Derek Chauvin trial: Minneapolis police chief expected to testify – live | US news

Critics have blamed the training program for fostering a culture of aggressive policing that stretches back decades.

Retired Minneapolis Deputy Chief Greg Hestness wondered how much of Lane and Kueng’s trainers may have rubbed off on the rookie officers, saying he was struck by how quickly their arrest of Floyd over a fake $20 bill escalated into Lane yelling at Floyd to “show me your [expletive] hands!”

“Where does that come from on Day 4?” he asked.

“A really cynical but deserving question is would Chauvin have knelt on him for that long if he wasn’t training the officers at that time?” said Michael Friedman, a former executive director of the Legal Rights Center, saying it seemed Chauvin was “trying to demonstrate how to control a person.”

Gerald Moore, a retired 30-plus-year veteran of the Minneapolis Police Department, said that because rookie officers must pass regular evaluations before they can go out on their own, it can create unhealthy power dynamics with their training officers.

To some, the larger problem is a tendency of some officers not to question and intervene when a colleague — particularly a senior officer — uses excessive force.

After Floyd’s death, Minneapolis Police Chief Medaria Arradondo announced a stricter “duty to intervene” policy that says officers who witness another officer “use any prohibited force, or inappropriate or unreasonable force” must attempt to “safely intervene by verbal and physical means.”

For years, groups like Communities United Against Police Brutality have pushed for the department to adopt a peer intervention training program developed by the New Orleans Police Department that is based on the premise that there is a tendency for officers not to intervene when they see a colleague engage in misconduct.

The program, called Ethical Policing Is Courageous, or EPIC, is built on the premise that intervention must be taught through training and role-playing and must be continually reinforced through more training to the point that it infuses the departmental culture.

St. Paul police participate in the training, but Minneapolis has not. The debate over police training has been brewing in Minneapolis in recent years after a series of high-profile on-duty killings of civilians.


Activity: The answer must be an exact copy of the lines from the one with "Identify the location" through the final line of the records below, with no pictures.

Material for this task:
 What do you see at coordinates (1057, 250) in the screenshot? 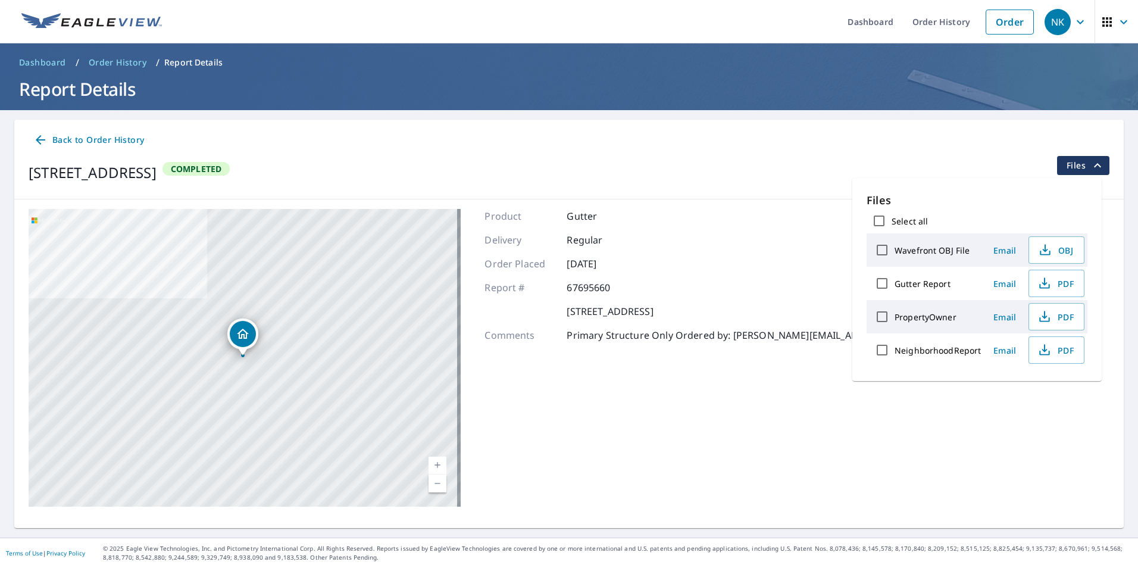
I see `button: OBJ` at bounding box center [1057, 250].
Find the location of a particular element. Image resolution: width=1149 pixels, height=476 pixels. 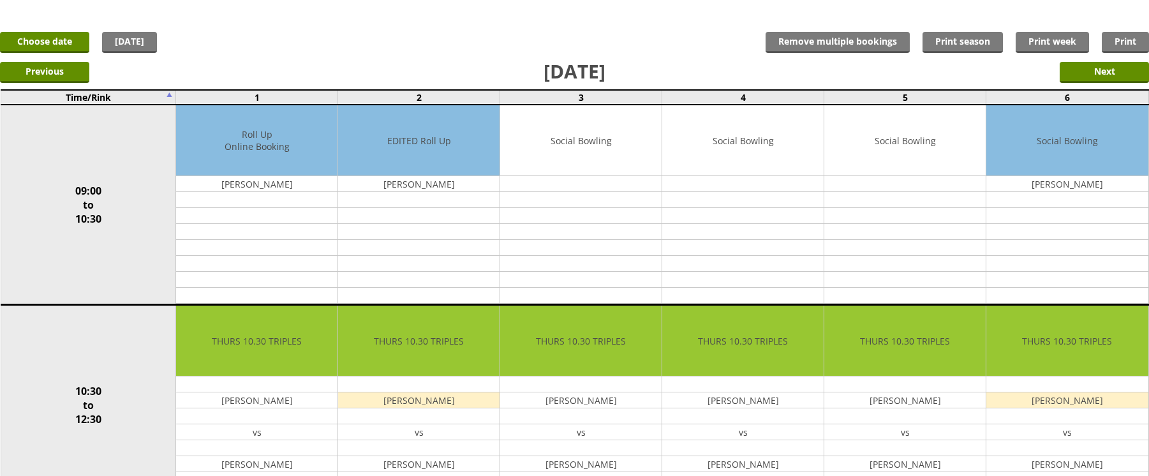

td: Roll Up Online Booking is located at coordinates (257, 140).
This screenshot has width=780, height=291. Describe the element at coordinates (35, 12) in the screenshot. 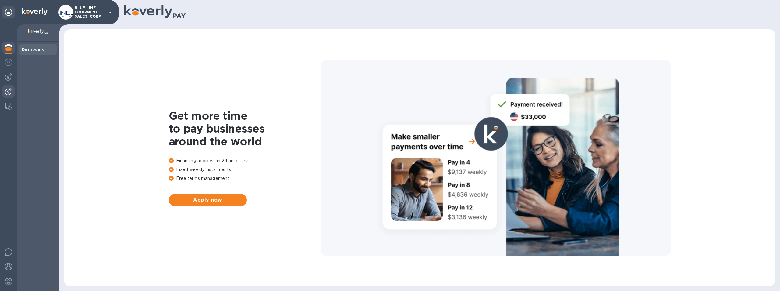

I see `img: Logo` at that location.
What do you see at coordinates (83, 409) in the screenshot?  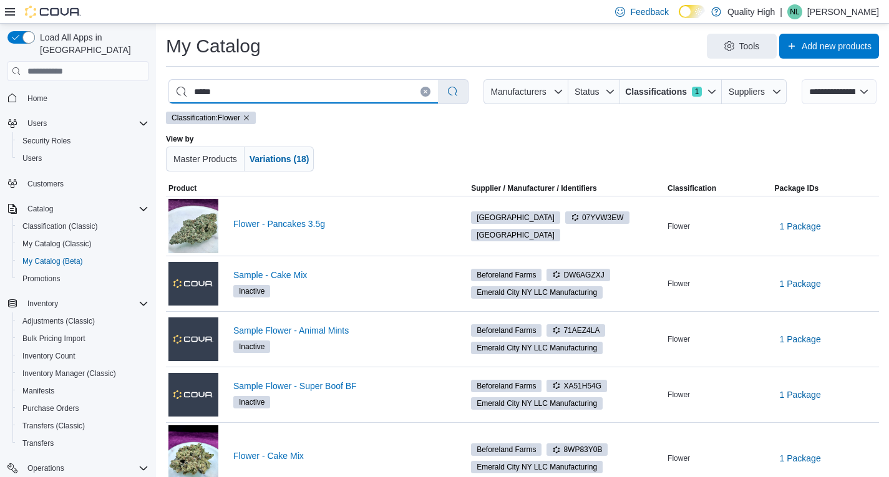 I see `span: Purchase Orders` at bounding box center [83, 409].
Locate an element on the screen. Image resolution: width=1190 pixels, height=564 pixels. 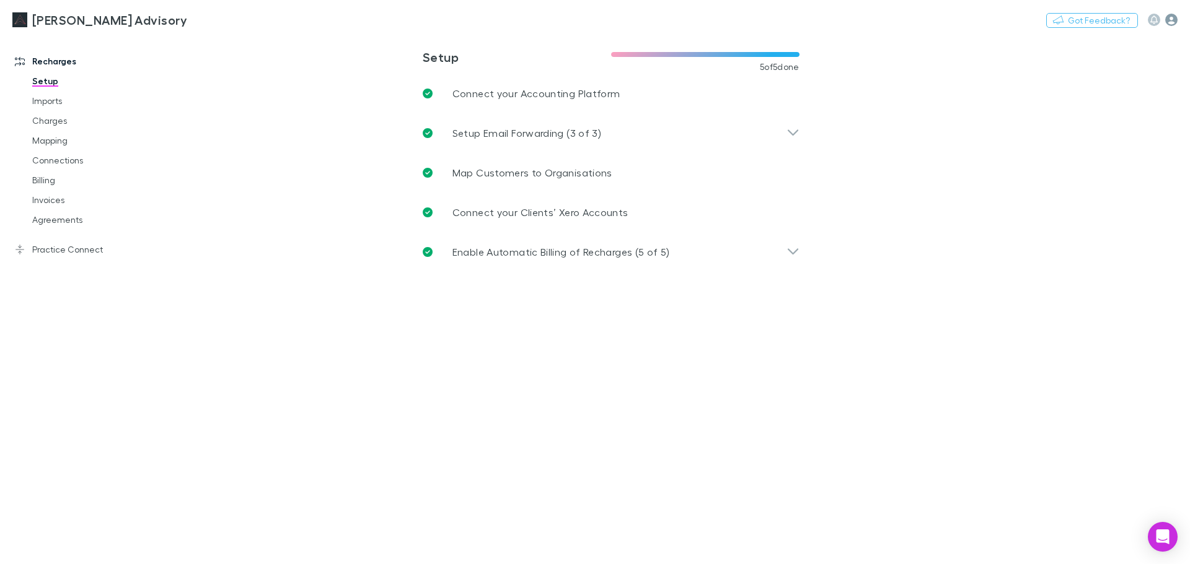
p: Setup Email Forwarding (3 of 3) is located at coordinates (527, 133).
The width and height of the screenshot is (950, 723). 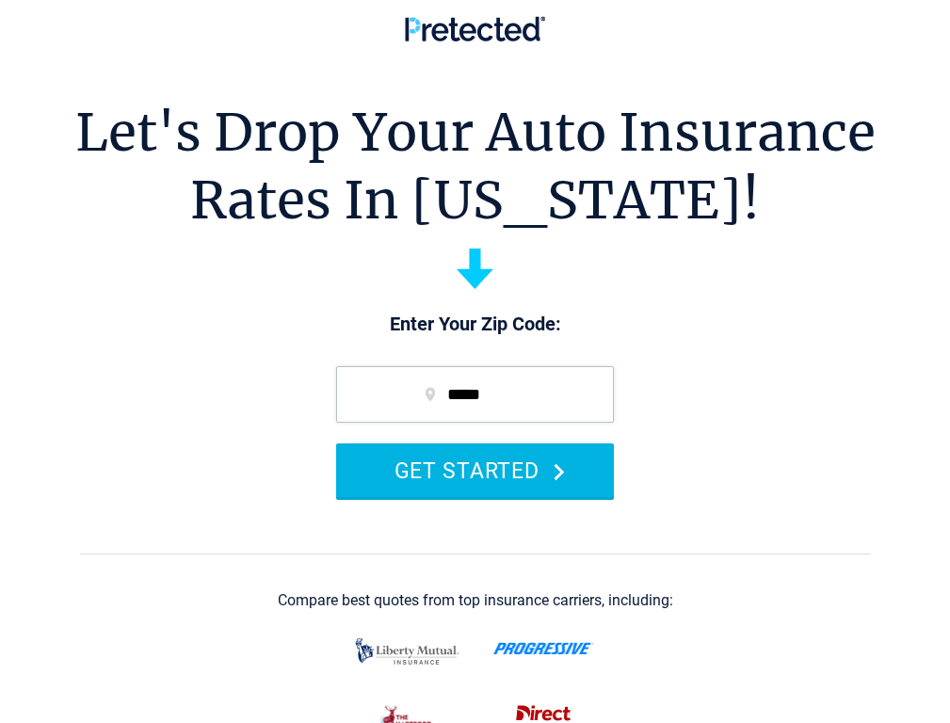 What do you see at coordinates (407, 652) in the screenshot?
I see `img: liberty` at bounding box center [407, 652].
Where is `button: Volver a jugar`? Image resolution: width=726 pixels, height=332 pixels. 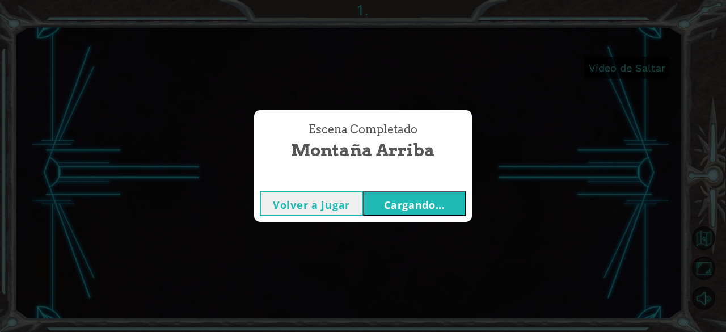 button: Volver a jugar is located at coordinates (311, 203).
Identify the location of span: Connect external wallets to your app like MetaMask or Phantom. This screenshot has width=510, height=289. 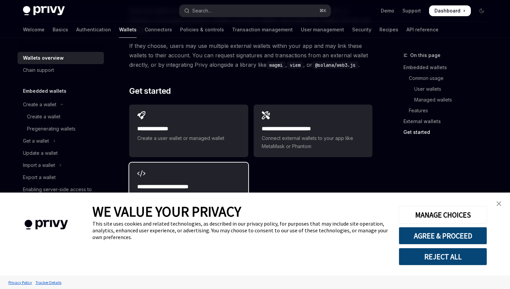
(313, 142).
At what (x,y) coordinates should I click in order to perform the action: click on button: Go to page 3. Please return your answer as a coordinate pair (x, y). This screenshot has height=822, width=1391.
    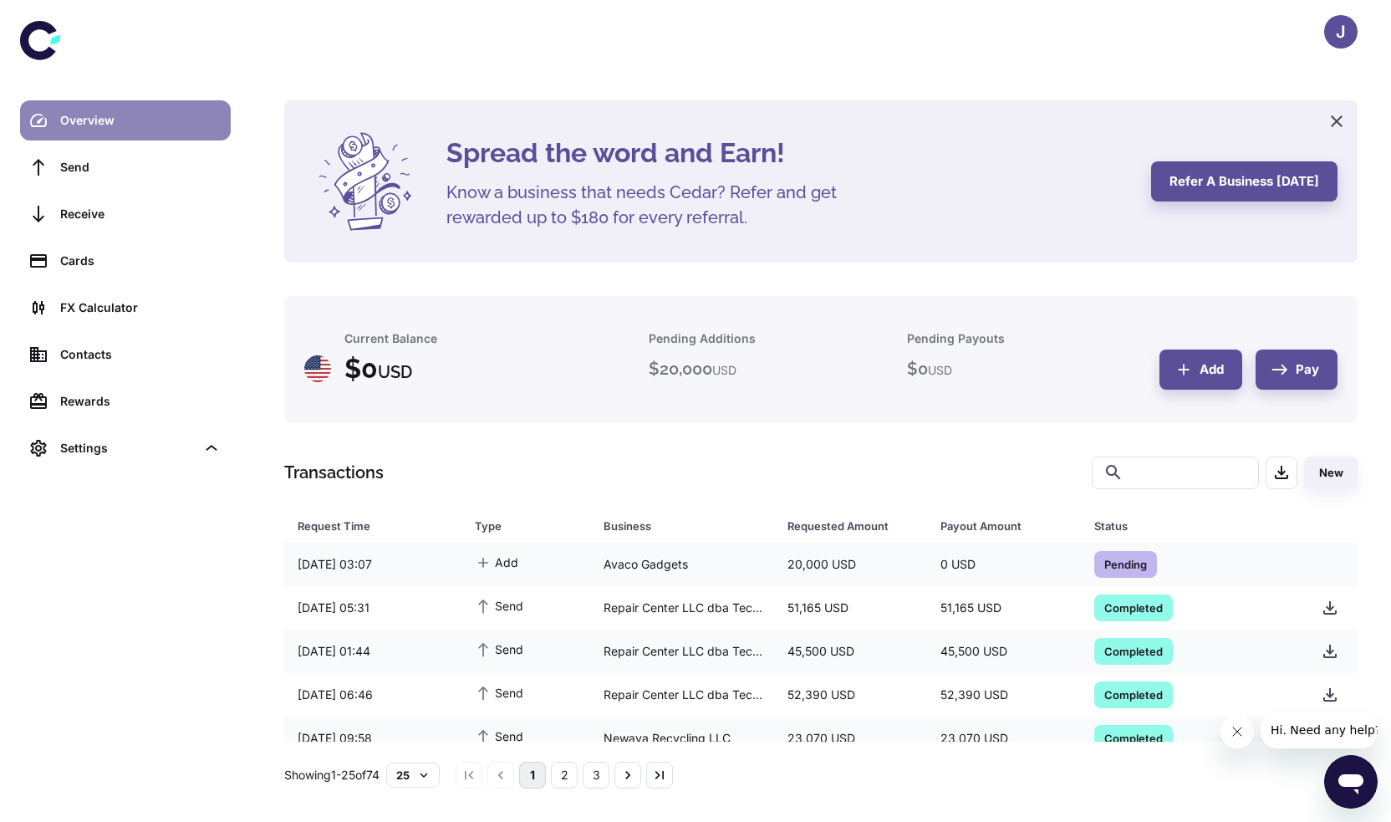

Exercise answer:
Identify the location of span: Connect external wallets to your app like MetaMask or Phantom. This screenshot has width=510, height=289. 
(313, 142).
At what (x,y) coordinates should I click in order to perform the action: click on button: Go to page 3. Please return your answer as a coordinate pair (x, y). This screenshot has height=822, width=1391.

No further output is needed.